Download or read book The Banking Crisis Handbook written by Greg N Gregoriou and published by CRC Press. This book was released on 2009-12-01 with total page 630 pages. Available in PDF, EPUB and Kindle. Book excerpt: Explores the Origin of the Recent Banking Crisis and how to Preclude Future CrisesShedding new light on the recent worldwide banking debacle, The Banking Crisis Handbook presents possible remedies as to what should have been done prior, during, and after the crisis. With contributions from well-known academics and professionals, the book contains e
Download or read book The Financial Crisis Inquiry Report written by Financial Crisis Inquiry Commission and published by Cosimo, Inc.. This book was released on 2011-05-01 with total page 692 pages. Available in PDF, EPUB and Kindle. Book excerpt: The Financial Crisis Inquiry Report, published by the U.S. Government and the Financial Crisis Inquiry Commission in early 2011, is the official government report on the United States financial collapse and the review of major financial institutions that bankrupted and failed, or would have without help from the government. The commission and the report were implemented after Congress passed an act in 2009 to review and prevent fraudulent activity. The report details, among other things, the periods before, during, and after the crisis, what led up to it, and analyses of subprime mortgage lending, credit expansion and banking policies, the collapse of companies like Fannie Mae and Freddie Mac, and the federal bailouts of Lehman and AIG. It also discusses the aftermath of the fallout and our current state. This report should be of interest to anyone concerned about the financial situation in the U.S. and around the world.THE FINANCIAL CRISIS INQUIRY COMMISSION is an independent, bi-partisan, government-appointed panel of 10 people that was created to "examine the causes, domestic and global, of the current financial and economic crisis in the United States." It was established as part of the Fraud Enforcement and Recovery Act of 2009. The commission consisted of private citizens with expertise in economics and finance, banking, housing, market regulation, and consumer protection. They examined and reported on "the collapse of major financial institutions that failed or would have failed if not for exceptional assistance from the government."News Dissector DANNY SCHECHTER is a journalist, blogger and filmmaker. He has been reporting on economic crises since the 1980's when he was with ABC News. His film In Debt We Trust warned of the economic meltdown in 2006. He has since written three books on the subject including Plunder: Investigating Our Economic Calamity (Cosimo Books, 2008), and The Crime Of Our Time: Why Wall Street Is Not Too Big to Jail (Disinfo Books, 2011), a companion to his latest film Plunder The Crime Of Our Time. He can be reached online at www.newsdissector.com.
Download or read book Housing and the Financial Crisis written by Edward L. Glaeser and published by University of Chicago Press.

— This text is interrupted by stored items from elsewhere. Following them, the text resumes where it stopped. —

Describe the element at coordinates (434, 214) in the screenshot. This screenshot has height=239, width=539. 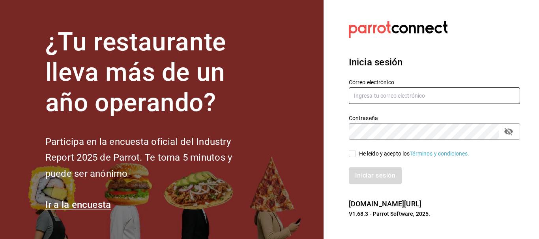
I see `p: V1.68.3 - Parrot Software, 2025.` at that location.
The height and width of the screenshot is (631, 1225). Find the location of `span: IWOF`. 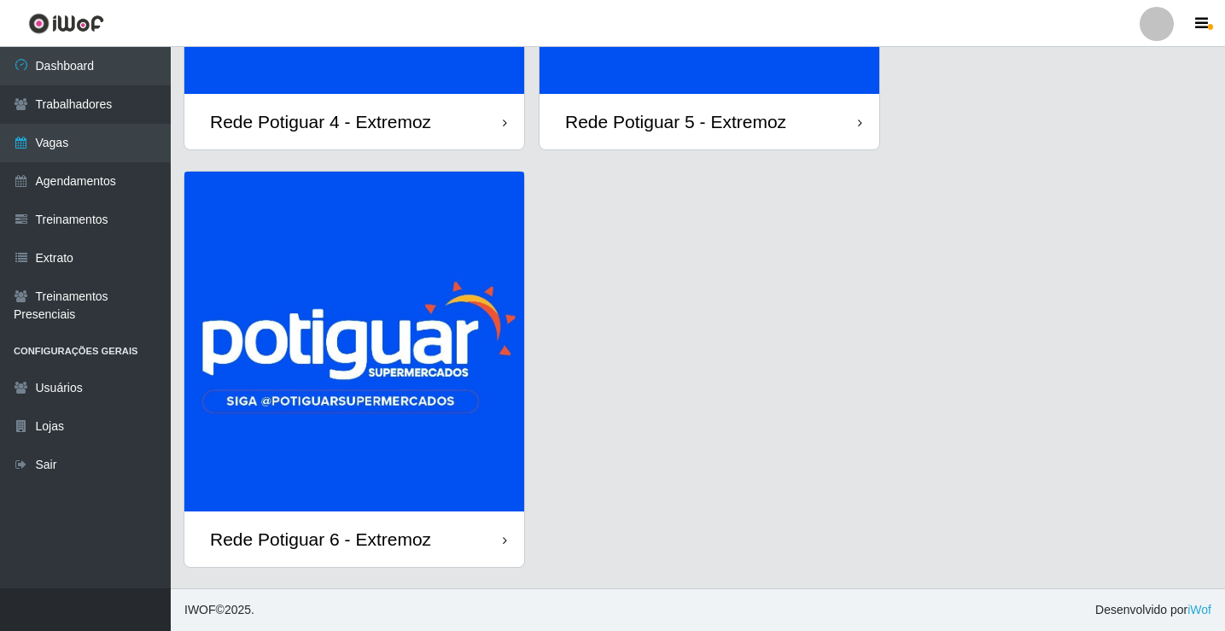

This book was released on 2013-08-19 with total page 0 pages. Available in PDF, EPUB and Kindle. Book excerpt: Conventional wisdom held that housing prices couldn’t fall. But the spectacular boom and bust of the housing market during the first decade of the twenty-first century and millions of foreclosed homeowners have made it clear that housing is no different from any other asset in its ability to climb and crash. Housing and the Financial Crisis looks at what happened to prices and construction both during and after the housing boom in different parts of the American housing market, accounting for why certain areas experienced less volatility than others. It then examines the causes of the boom and bust, including the availability of credit, the perceived risk reduction due to the securitization of mortgages, and the increase in lending from foreign sources. Finally, it examines a range of policies that might address some of the sources of recent instability.
Download or read book A Financial Crisis Manual written by Dimitrios D. Thomakos and published by Springer. This book was released on 2016-03-31 with total page 352 pages. Available in PDF, EPUB and Kindle. Book excerpt: The recent financial crisis has generated many structural changes within the economy. Many issues are ongoing, and the question of how to recover from the crisis, and how to avoid another one, are continually addressed by scholars and practitioners everywhere. Where there is much discussion within academic and practitioner circles, there is not always adequate interaction between these schools of research. This book provides a thorough overview of the recent financial crisis from the perspective of both industry practitioners and academics specialising in the area. The first part provides practitioner insight on the crisis, and explores the causes and effects and of the recession, European public financing, ECB monetary policy and the Euro, the repression of financial markets, and financial stability. Part two focuses on the case of Greece, as a country still heavily impacted by the crisis, which has undergone various unorthodox policies imposed by the IMF, the ECB the EU. The third part provides insight from researchers and academics, covering an array of Economic theories and revealing new economics architectures available for the future. With informed views from both financial industry practitioners and academics, this book discusses current issues and implementable solutions for a faster post-crisis recovery.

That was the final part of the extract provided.